Open System Services Management and Operations Guide (G06.29+, H06.07+)

Managing With the Shell
Open System Services Management and Operations Guide527191-005
9-9
Defragmenting Disks
The find command searches for files that match criteria you set; for example, it can
find all the files in a directory that have not been accessed in a specified number of
days. It can then perform an action you specify, such as deleting the files it finds. For
detailed information about the find command, see the find(1) reference page
either online or in the Open System Services Shell and Utilities Reference Manual.
You can create shell scripts that use the find command to delete files and then invoke
the scripts periodically with either the OSS shell cron command or the optional
Guardian NetBatch product, as described in Scheduling Periodic Tasks on page 2-34.

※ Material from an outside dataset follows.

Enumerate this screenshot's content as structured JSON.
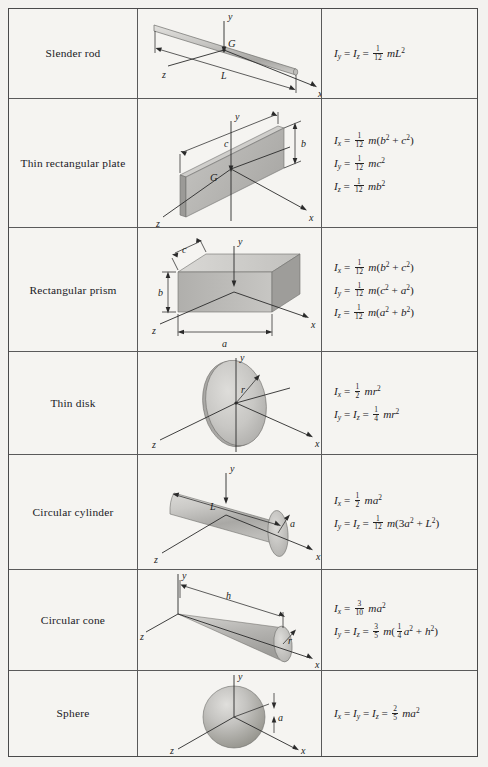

You would invoke the OSS environment with the TACL OSH command. You can run a
single OSS shell command such as find from within a NetBatch job by using a job file
that contains the following OSH command line:
OSH <- >outlog 2>errlog -c "command"
This command closes stdin, directs stdout to the file specified as errlog, directs
stderr to the file specified as outlog, then runs the specified command.
Here are some examples of using the find command to locate and delete files:
Delete all files in /var/tmp whose names begin with TMP that have not been
accessed in thirty days:
find /var/tmp -name 'TMP*' -atime -30 | xargs rm
Delete all files that are named a.out or whose names end in .o that have not
been accessed in sixty days:
find / -W NOG -W NOE \( -name a.out -o -name '*.o' \) \
-atime -60 | xargs rm
Defragmenting Disks
OSS development environments might be similar to UNIX environments in that users
can create a large number of small files. Such files fragment your disks and slow down
disk access considerably. To restore optimum disk access speed, run the Guardian
Disk Space Analysis Program/Disk Compression Program (DSAP/DCOM) utility
periodically to defragment the disks.
You can do this:
Automatically with either the OSS shell cron command or the optional Guardian
NetBatch product
While the OSS environment is running
Without stopping any filesets before you run DCOM
Note. OSS file opens do not work on Guardian processes such as the NetBatch process
$ZBAT. To work around this, redirect stdin, stdout, and stderr to files that can be opened
by the OSS environment, or close these files if they are not being used.